Gay #2 gasped, “Ursula that is the most fucking real shit I’ve ever heard. I don’t know how you got through that.”

Ursula shrugged. “It goes with the territory of being hot and rich.”

Lydia could think of nothing to say as everyone expectantly waited for her to chime in in her role as the other woman of the group. But she was frozen with the epiphany that not only did she have to be saddled with a stalker, but that he didn’t even find her that special. He just needed to stalk someone–anyone–who rejected him. Which, apparently, wasn’t difficult to come by when you were someone as “earnest” and “effusive” as Adam. She shuddered unwittingly, inciting Gay #3, the most empathetic and attentive, clearly, to ask, “Is everything all right?”

Lydia wanted to go home, but she was also afraid to. So she shrugged off her emotional fraughtness, took a swig of her drink and assured, “Yes, sorry. I’m fine. It’s just such a crazy story.”

In her state of paranoia, Lydia returned to her apartment at 2 a.m. and started researching “puka shell necklace stalker” in the hope of finding some evidence of Adam’s past behavior. Lo and behold, it didn’t take long to unearth an L.A. Weekly article detailing the stalking of three separate women in Culver City, Beverly Hills and Redondo Beach–all claiming to have found puka shell necklaces in or around their homes in 2003. Lydia heard a strange sound outside her window just as she finished absorbing the information. She knew it wasn’t just “a strange sound” though. It was Adam, scratching at the window with his puka shells. Lydia was also aware that only she alone could eliminate the pattern of behavior that Adam had fortified. The police wouldn’t help, her absentee parents weren’t going to care and Ursula would only say that she should just ignore it until Adam found someone else. No, she had to take matters into her own hands, and without thinking, she reached for one of the knives protruding from the block, approached the sliding glass door and cautiously opened it. In the first half second, there was a calm serenity. That was before Adam sneered at her and said, “Are you ready to come away with me? I got two tickets to paradise. We have to go to the airport now.” She brandished her knife in warning and said, “Adam you need to get help.” He laughed. “You’re my help. You’re all I need Lydia. You’re the only one who can understand me. You’re my salvation, my solution.”

She was growing wary. How had he even gotten up here, was he a fucking vampire? “You need to leave.”

He grinned. “Or what? You’re gonna kill me. They say you always hurt the ones you love. So you must feel something for me to be willing to commit such an act of passion.”

“Can you shut the fuck up and get out of my life?”

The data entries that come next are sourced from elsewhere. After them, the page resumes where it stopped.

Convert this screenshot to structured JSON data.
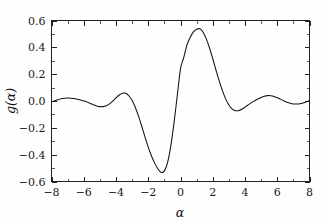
{
  "chart_data": {
    "type": "line",
    "title": "",
    "subtitle": "",
    "xlabel": "α",
    "ylabel": "g(α)",
    "xlim": [
      -8,
      8
    ],
    "ylim": [
      -0.6,
      0.6
    ],
    "grid": false,
    "legend": null,
    "legend_position": "none",
    "xticks": [
      -8,
      -6,
      -4,
      -2,
      0,
      2,
      4,
      6,
      8
    ],
    "xtick_labels": [
      "−8",
      "−6",
      "−4",
      "−2",
      "0",
      "2",
      "4",
      "6",
      "8"
    ],
    "xminor_ticks": [
      -7,
      -5,
      -3,
      -1,
      1,
      3,
      5,
      7
    ],
    "yticks": [
      -0.6,
      -0.4,
      -0.2,
      0.0,
      0.2,
      0.4,
      0.6
    ],
    "ytick_labels": [
      "−0.6",
      "−0.4",
      "−0.2",
      "0.0",
      "0.2",
      "0.4",
      "0.6"
    ],
    "yminor_ticks": [
      -0.5,
      -0.3,
      -0.1,
      0.1,
      0.3,
      0.5
    ],
    "line_color": "#111111",
    "line_width": 1.05,
    "background_color": "#fefefe",
    "axis_color": "#222222",
    "annotations": [],
    "series": [
      {
        "name": "g(α)",
        "x": [
          -8.0,
          -7.8,
          -7.6,
          -7.4,
          -7.2,
          -7.0,
          -6.8,
          -6.6,
          -6.4,
          -6.2,
          -6.0,
          -5.8,
          -5.6,
          -5.4,
          -5.2,
          -5.0,
          -4.8,
          -4.6,
          -4.4,
          -4.2,
          -4.0,
          -3.8,
          -3.6,
          -3.4,
          -3.2,
          -3.0,
          -2.8,
          -2.6,
          -2.4,
          -2.2,
          -2.0,
          -1.8,
          -1.6,
          -1.4,
          -1.2,
          -1.0,
          -0.8,
          -0.6,
          -0.4,
          -0.2,
          0.0,
          0.2,
          0.4,
          0.6,
          0.8,
          1.0,
          1.2,
          1.4,
          1.6,
          1.8,
          2.0,
          2.2,
          2.4,
          2.6,
          2.8,
          3.0,
          3.2,
          3.4,
          3.6,
          3.8,
          4.0,
          4.2,
          4.4,
          4.6,
          4.8,
          5.0,
          5.2,
          5.4,
          5.6,
          5.8,
          6.0,
          6.2,
          6.4,
          6.6,
          6.8,
          7.0,
          7.2,
          7.4,
          7.6,
          7.8,
          8.0
        ],
        "y": [
          -0.006,
          0.002,
          0.01,
          0.016,
          0.02,
          0.022,
          0.021,
          0.018,
          0.013,
          0.007,
          0.0,
          -0.008,
          -0.018,
          -0.028,
          -0.037,
          -0.042,
          -0.042,
          -0.035,
          -0.021,
          -0.001,
          0.023,
          0.045,
          0.058,
          0.057,
          0.039,
          0.003,
          -0.049,
          -0.115,
          -0.19,
          -0.269,
          -0.344,
          -0.41,
          -0.463,
          -0.507,
          -0.532,
          -0.521,
          -0.457,
          -0.334,
          -0.161,
          0.04,
          0.24,
          0.323,
          0.418,
          0.474,
          0.515,
          0.535,
          0.538,
          0.513,
          0.463,
          0.395,
          0.315,
          0.231,
          0.15,
          0.077,
          0.016,
          -0.03,
          -0.059,
          -0.072,
          -0.072,
          -0.062,
          -0.046,
          -0.029,
          -0.012,
          0.002,
          0.015,
          0.026,
          0.035,
          0.04,
          0.039,
          0.034,
          0.025,
          0.014,
          0.002,
          -0.009,
          -0.017,
          -0.022,
          -0.022,
          -0.02,
          -0.014,
          -0.006,
          0.003
        ]
      }
    ],
    "key_points": {
      "global_maximum": {
        "x": 1.3,
        "y": 0.54
      },
      "global_minimum": {
        "x": -1.3,
        "y": -0.54
      },
      "zero_crossing_center": {
        "x": -0.15,
        "y": 0.0
      },
      "left_local_max": {
        "x": -3.65,
        "y": 0.058
      },
      "left_local_min": {
        "x": -4.95,
        "y": -0.043
      },
      "right_local_min": {
        "x": 3.6,
        "y": -0.073
      },
      "right_local_max": {
        "x": 5.35,
        "y": 0.041
      }
    }
  },
  "figure": {
    "x_axis_title": "α",
    "y_axis_title_prefix": "g",
    "y_axis_title_suffix": "(α)",
    "y_axis_title": "g(α)"
  }
}
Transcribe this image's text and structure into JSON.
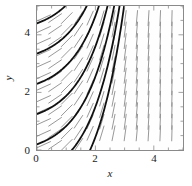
{
  "chart_data": {
    "type": "line",
    "title": "",
    "subtitle": "",
    "xlabel": "x",
    "ylabel": "y",
    "xlim": [
      0,
      5
    ],
    "ylim": [
      0,
      5
    ],
    "xticks": [
      0,
      2,
      4
    ],
    "yticks": [
      0,
      2,
      4
    ],
    "xtick_labels": [
      "0",
      "2",
      "4"
    ],
    "ytick_labels": [
      "0",
      "2",
      "4"
    ],
    "minor_tick_step": 0.5,
    "grid": false,
    "legend": null,
    "annotations": [],
    "slope_field": {
      "style": "dashed-gray-segments",
      "color": "#8c8c8c",
      "grid_step_x": 0.4,
      "grid_step_y": 0.4,
      "segment_length": 0.28,
      "slope_formula": "dy/dx = exp(x - 1) ; slope grows with x, independent of y",
      "slope_samples": [
        {
          "x": 0.2,
          "slope": 0.45
        },
        {
          "x": 1.0,
          "slope": 1.0
        },
        {
          "x": 2.0,
          "slope": 2.7
        },
        {
          "x": 3.0,
          "slope": 7.4
        },
        {
          "x": 4.0,
          "slope": 20.1
        },
        {
          "x": 4.6,
          "slope": 36.6
        }
      ]
    },
    "solution_curves": {
      "color": "#111111",
      "linewidth": 1.8,
      "family": "y = exp(x-1) - exp(-1) + C",
      "count": 7,
      "x_axis_crossings": [
        1.0,
        2.5,
        4.0
      ],
      "y_axis_crossings": [
        0.2,
        1.2,
        2.3,
        3.3,
        4.4
      ],
      "series": [
        {
          "name": "C1",
          "c": -2.1
        },
        {
          "name": "C2",
          "c": -1.05
        },
        {
          "name": "C3",
          "c": 0.0
        },
        {
          "name": "C4",
          "c": 1.05
        },
        {
          "name": "C5",
          "c": 2.1
        },
        {
          "name": "C6",
          "c": 3.15
        },
        {
          "name": "C7",
          "c": 4.2
        }
      ]
    }
  },
  "axes": {
    "x_label": "x",
    "y_label": "y",
    "x_tick_labels": [
      "0",
      "2",
      "4"
    ],
    "y_tick_labels": [
      "0",
      "2",
      "4"
    ]
  },
  "colors": {
    "frame": "#8a8a8a",
    "curve": "#111111",
    "field": "#8c8c8c",
    "background": "#ffffff",
    "text": "#1a1a1a"
  }
}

He reached his hand out to her and she grimaced, setting him off. “You know what? Maybe you don’t deserve my love. Maybe you’re just another fucking little cunt slut like them all. You know what I know do to cunt sluts?” He started to remove his puka shell necklace, slowly and then with remarkable velocity. Before she could process what was happening, the shells, with their sharp teeth, were being wrapped around her neck. He spit in her face as he exhausted the life out of her, and whispered, “I love you.” So perhaps Lydia was more special than the rest. For he had never killed any of his objects of affection before. And it was like he said, you only hurt/kill the ones you love. Sometimes that’s literal, oftentimes metaphorical. Either way, he was catching that flight to Milan, where he would inevitably set his sights on some Italian girl, who would likely not be impressed by his jewelry choice in all of her fashion wisdom.